Posted on 07/28/2011 12:27:32 PM PDT by Sporke
We are screwed.
I was watching C-span and the House had a vote on an amendment to cut 11 million from the National Endowment for the Arts.
It failed because 55 Republicans joined all the Democrats in voting against it.
If we can't cut 11 million from a worthless program, what hope do we have?
Maybe you can help me out.....what gives the Feds the right to ANY state land?
BTW, your chart refers to “financial assets” ~ I was referring to land, thorium, uranium, gold, silver, platinum, copper, coal, oil, gas ~ all the extractives available on vast stretches of public lands.
As you undoubtedly recall the 13 colonies were turned into 13 sovereign nations by the Treaty of Paris. They, in turn, wrote up the Articles of Confederation and one of the deals they all adhered to was they CONTRIBUTED their UNORGANIZED TERRITORIES and CLAIMS to the United States of America.
The largest such territory was called The Northwest Territory. It was subsequently turned into all or parts of states called New York, Pennsylvania, Ohio, Michigan, Indiana, Illinois, Wisconsin, Minnesota ~
One of my ancestors handled the sales transactions for virtually all of the public lands in Indiana ~ for the most part that land had been given as grants to important or famous people (George Rogers Clark, the Lees, etc.) or in patents to individual soldiers and contributors to the American Revolution. They had their pick of federal lands.
In the early days the issue you are trying to raise simply did not concern anyone. There was more than enough land for everybody, and as new states came into the Union the public lands were sold to new settlers ~ with the money reverting to the federal government.
The last of the public lands were sold in Indiana in the Early 1900s ~ a very swampy area known as the Limberlost. It actually had to be drained before anyone could figure out what they owned.
Later on other territories were accreted to the United States and that land was divided up and organized as states and the federal government sold lots of land to new settlers.
There was never any doubt in the minds of the founders or two or three generations after them that when the United States acquired vast tracts of land it belonged to the United States and not to any particular state.
States were thought of as being sovereign beings, with authority over private individuals and their needs for civil government.
In the course of time states began to be entered into the union with specific assignments of land ~
That's where you are coming in ~ New Mexico was assigned specific land, as was Utah, Arizona, Nevada ~ and all the rest was retained by the United States until such time as some use could be found for it.
I've flown over some of that nasty stuff ~ the volcanic flats (traps), the sand deserts, the wicked exposed rocks where you would die in hours.
Uncle Sam got STUCK WITH THAT STUFF.
A full 1/3 of the land in the United States is STILL OWNED by the US government. They didn't buy it or acquire it from citizens (for the most part). If it gets organized and placed in private hands it will become subject to the state jurisdiction appropriate to it.
We might even get a Navajo State out in the Four Corners area some day ~ who knows.
Now, to a specific answer ~ the Founders gave the Federal Government the right to unorganized territories acquired by the United States. The constitution gives the Federal Government authority over the erection or creation of new states ~ they are POLITICAL ENTITIES that incidentally operate within certain geographic regions. The dirt isn't really "the state" ~ that's part of this country.
Sorry my error from 100 to 100,000.
So it begs the next question...if Uncle Sam has such huge assets as you are implying, why are the rating services about to downgrade Treasury debt?
Thank you very much! Now I feel like I should have known that, but alas, I didn’t. I assumed (not good) that once a state came into being, the state acquired all the land within it’s borders.
At least Texas owns most of it’s land. :)
Funny you should ask.
It's political street theatre!
We put our bonds on the market and people buy them ~ if they don't buy them at one interest rate, that'll be reset to another one (through established bid mechanisms) and we'll try again.
That's how nation-states do the trick.
Some nation-states are small enough, and not well known enough that they can be dealt with like a large company. For instance, you and I might not have enough information about Azerbaijan to know if their bond offerings at 5% are any good, or will we get clipped. S&P may have studied them and come up with a well educated guess. However, if you had France issuing bonds at 2%, everybody knows (who has sufficient money to buy billions of Euros in bonds) whether or not France is going to pay off.
It's not like the USA is a corner grocery.
Obama wants the money. Reid wants to bully around the House. The TEA Party wants Obama to cut the cost of government PDQ.
In reality the United States does not need to restrict its borrowing to situations where it pledges it's FULL FAITH AND CREDIT. We have vast lands and resources owned by the federal government that can be PLEDGED ~ or MORTGAGED.
Greece was going to sell some government owned islands and the SHTF but we have thousands of mountains to sell, and it's not like someone is going to move a mountain somewhere else!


## Exercise description
Word for word, the data below must be repeated in full; no picture is to be included.

## Excerpted records
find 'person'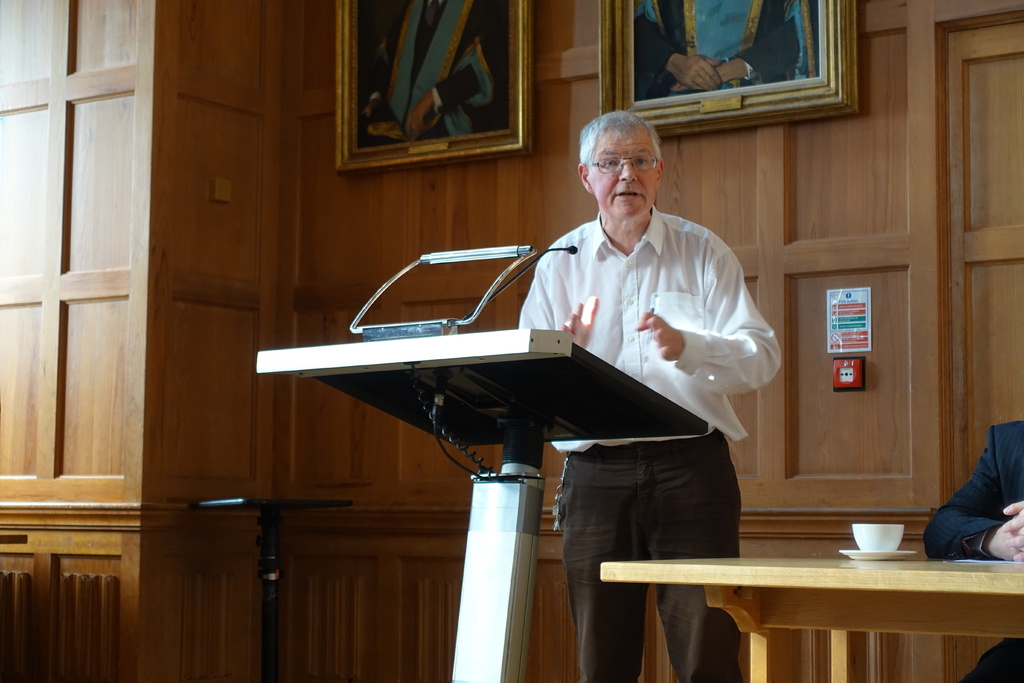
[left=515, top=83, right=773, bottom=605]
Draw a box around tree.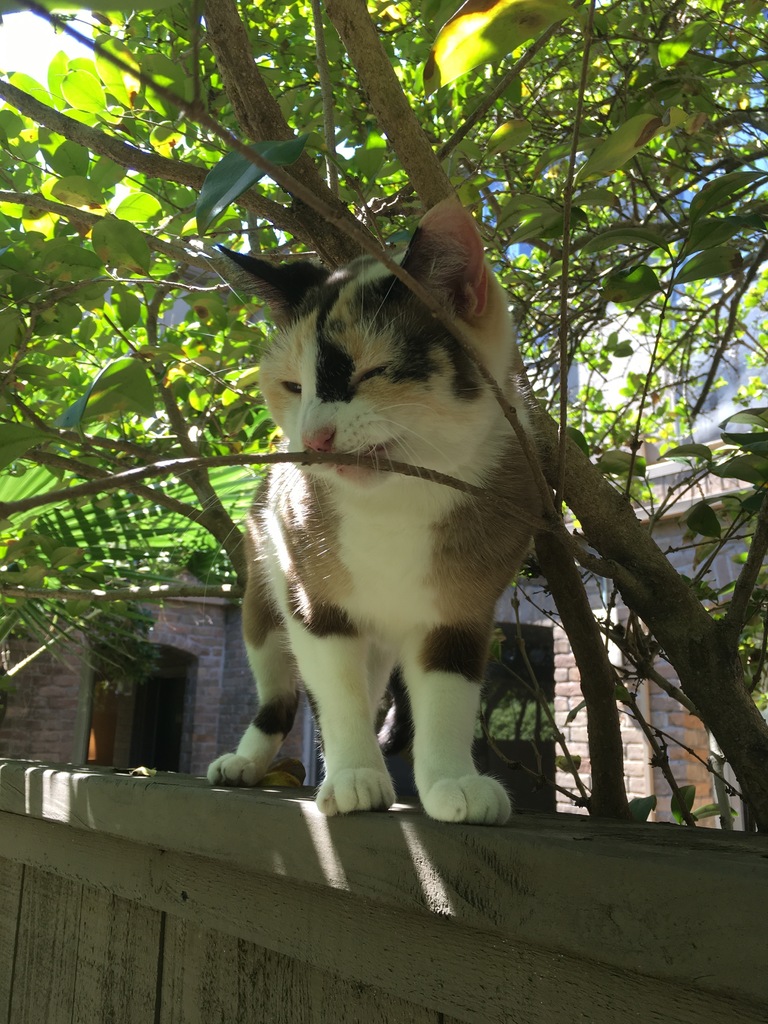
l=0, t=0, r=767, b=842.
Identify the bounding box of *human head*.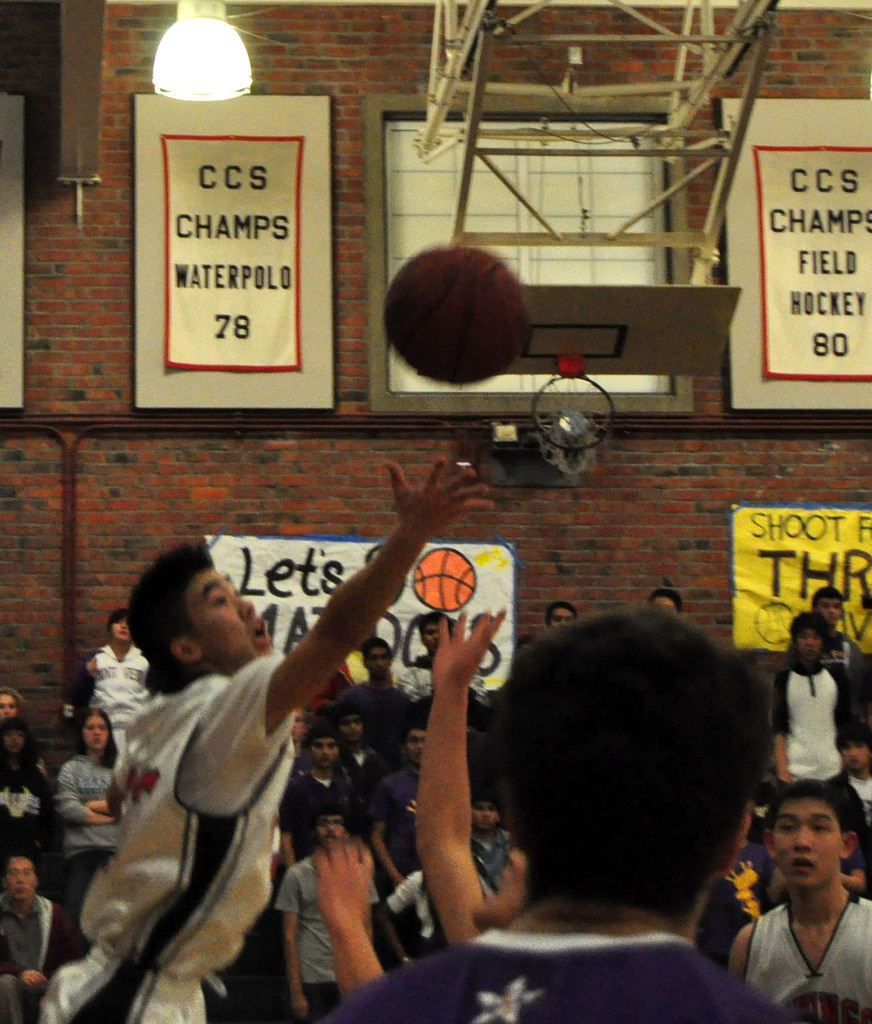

## Task output
find 'person'
[left=515, top=83, right=773, bottom=605]
Draw a box around tree.
l=0, t=0, r=767, b=842.
Identify the bounding box of *human head*.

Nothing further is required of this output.